Coupled Flow and Geomechanics Simulation in Production Management
Abstract
Pressure drawdown management plays a key technical role in reservoir management as it has an important impact on the estimated ultimate recovery (EUR) and, consequently, on the cash flow and economic viability. Thus, careful pressure depletion management, which controls production through choke management, can be used to attain maximal net present value. A frequently used current strategy is to use the largest available choke size and to maximize the production in order to recover the capital expenses as early as possible. However, there is evidence from a number of field production data that maximal production and estimated recovery can be accomplished by limiting the early production, a strategy that appears to increase recovery and long-term production.
This study aims to evaluate alternative drawdown management strategies for a specific reservoir in an effort to identify production strategies that maximize present-day and long-term production and ultimate recovery without geomechanically compromising the integrity of the hydraulic fracture (HF) by following strategies that may result in reduction of the HF aperture and productivity/performance because of adverse stress conditions.
The study has two components.

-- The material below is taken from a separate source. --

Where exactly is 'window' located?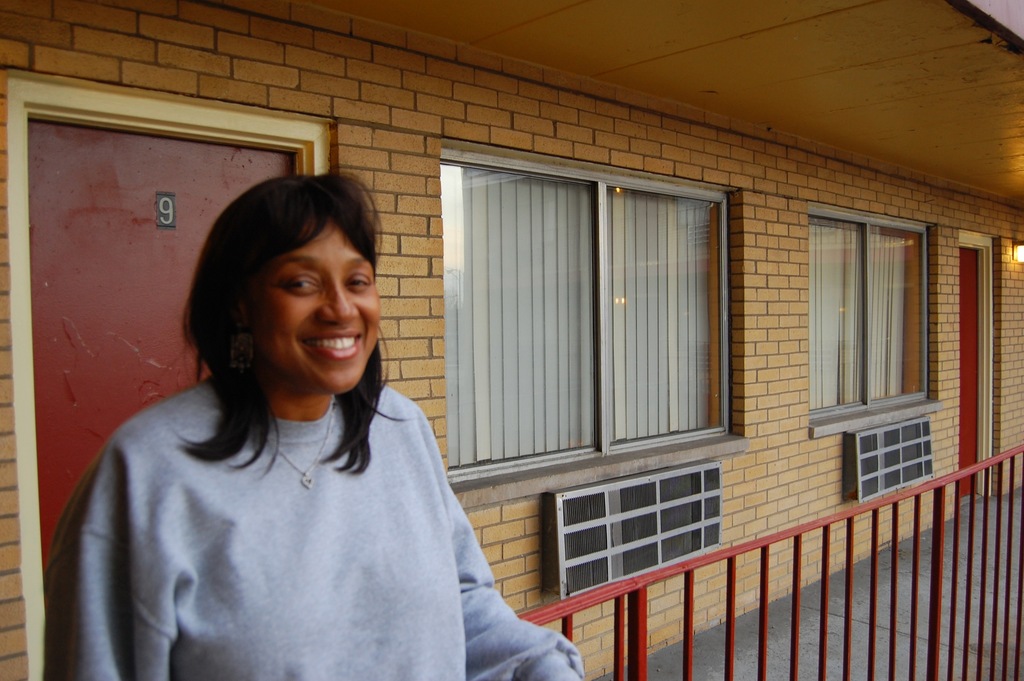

The first component involves an analysis of field data from a reservoir of interest in an effort to identify possible correlations of production drawdown performance and choke setting during flowback. I estimate the flowing bottomhole pressure from the production rate, the surface pressure and the wellbore description, and I conduct a rate transient analysis in order to assess the properties and attributes of the reservoir and the fractures.
The second component of the study involves the analysis of a number of choke management and production practices associated with bottomhole pressure control. This is accomplished by means of numerical simulation of the coupled flow and geomechanical processes that are involved in the course of the production of reservoir fluids from hydraulically fractured shale oil reservoirs. For the needs of the project, (a) I developed a fully implicit, non-isothermal three-phase, three component compositional simulator to estimate production from a 3D shale oil multi-fractured horizontal well system and (b) I coupled the flow simulator with a pre-existing, validated 3D geomechanical model (based on the fixed-stress method) using a sequential implicit scheme. The two-way coupling of the flow and geomechanical simulators allowed the accurate description of the interdependence between the flow conditions and properties (pressure, phase saturation, porosity and permeability) and the geomechanical attributes (stresses, strains and displacements) in the course of the production. I used the numerical simulator to investigate the evolution of pressure, porosity, displacements and volumetric strains in the matrix and the fracture system under different pressure drawdown strategies. The estimated ultimate recovery is the criterion used for the evaluation of the various choke management strategies.
Subject
Coupled flow and geomechanics simulationProduction Management
Rate Transient Analysis
History Matching
Citation
Jin, Kejun (2020). Coupled Flow and Geomechanics Simulation in Production Management. Master's thesis, Texas A&M University. Available electronically from https : / /hdl .handle .net /1969 .1 /200776.